A dictionary is full of words. Does that make it literature?

The "best" parts of the Silmarillion are those that JRRT did actually write, as in, string together complete sentences and paragraphs. But it is not a coherent whole and I am convinced that had he undertaken to complete it, it would have been quite different. Better? I don't know, who could know?

I am not complaining about the "Biblical" style, and am, you know, actually capable of figuring that out for myself. Just so you know, you know. I mean, I did see what the guy was driving at. :D However, it is not scripture to me, nothing even remotely like it, and his intention to make me see it as scripture, biblical, reverent, whatever words you want - IF that was his intention - does not make me see it that way. Or, rather, to be more accurate: I am not a "fan" of scripture from any source, infinitely preferring myth. So, IF Tolkien's intent was to "create a myth for England", he did not create a myth I can accept as such. It is too self-conscious, too obviously "created", IMHO. Parts of it are wonderful, but as either literature or myth, it fails to excite me.

I also quite cordially dislike (to use his expression) overt religiosity and moreover do not find Tolkien's spiritual beliefs (if that is what he was expressing in The Silmarillion) particularly interesting or moving, but rather as exactly what a man of his sort would believe, and not at all what a woman of my sort cares about.
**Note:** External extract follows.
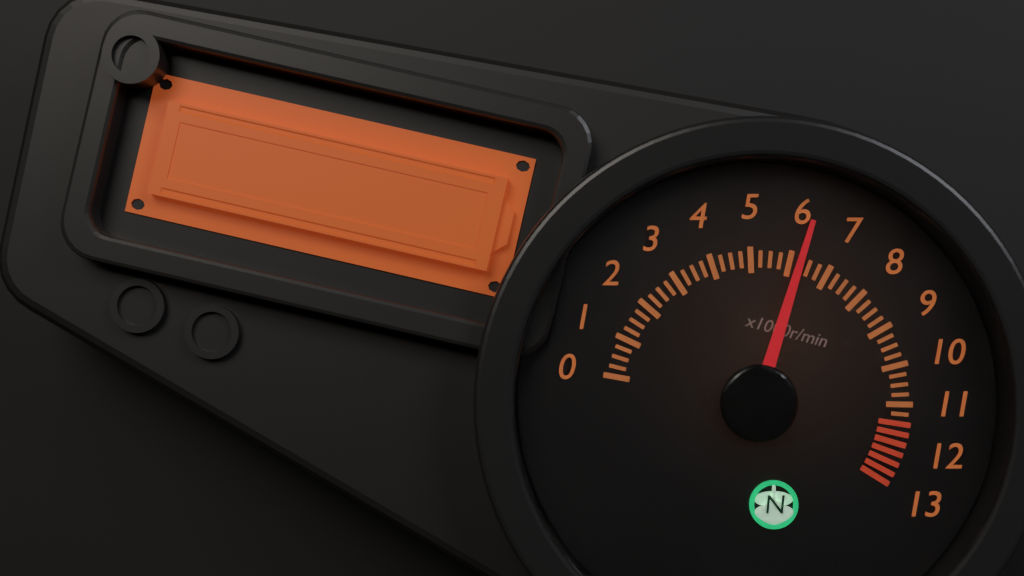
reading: 6.25 x1000r/min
Has it ever wondered you why he put it aside to write LOTR? Though we are told, over and over again, that he regarded it as his "real work" and of much more importance than anything else he ever wrote? He could never be satisfied with it, writing it over and over, revising, polishing, honing, tuning, etc., and what did he end up with? Or, rather, what did WE end up with?

I think it is tragic that he did not see what his masterpiece was. His "real work" is obviously fascinating to many, including you. But not to me. A friend of mine who makes her living as a literary critic - imagine! - once infuriated me by saying that an author is probably the worst guide to his work. I argued with her, we went toe to toe and tooth and nail, and while I didn't admit it quickly, I have come to see that she is right. As in, correct.

LOTR is an organic whole. There are few signs of struggle in its style, it flows beautifully, smoothly, completely. It is, in other words, a well-written novel.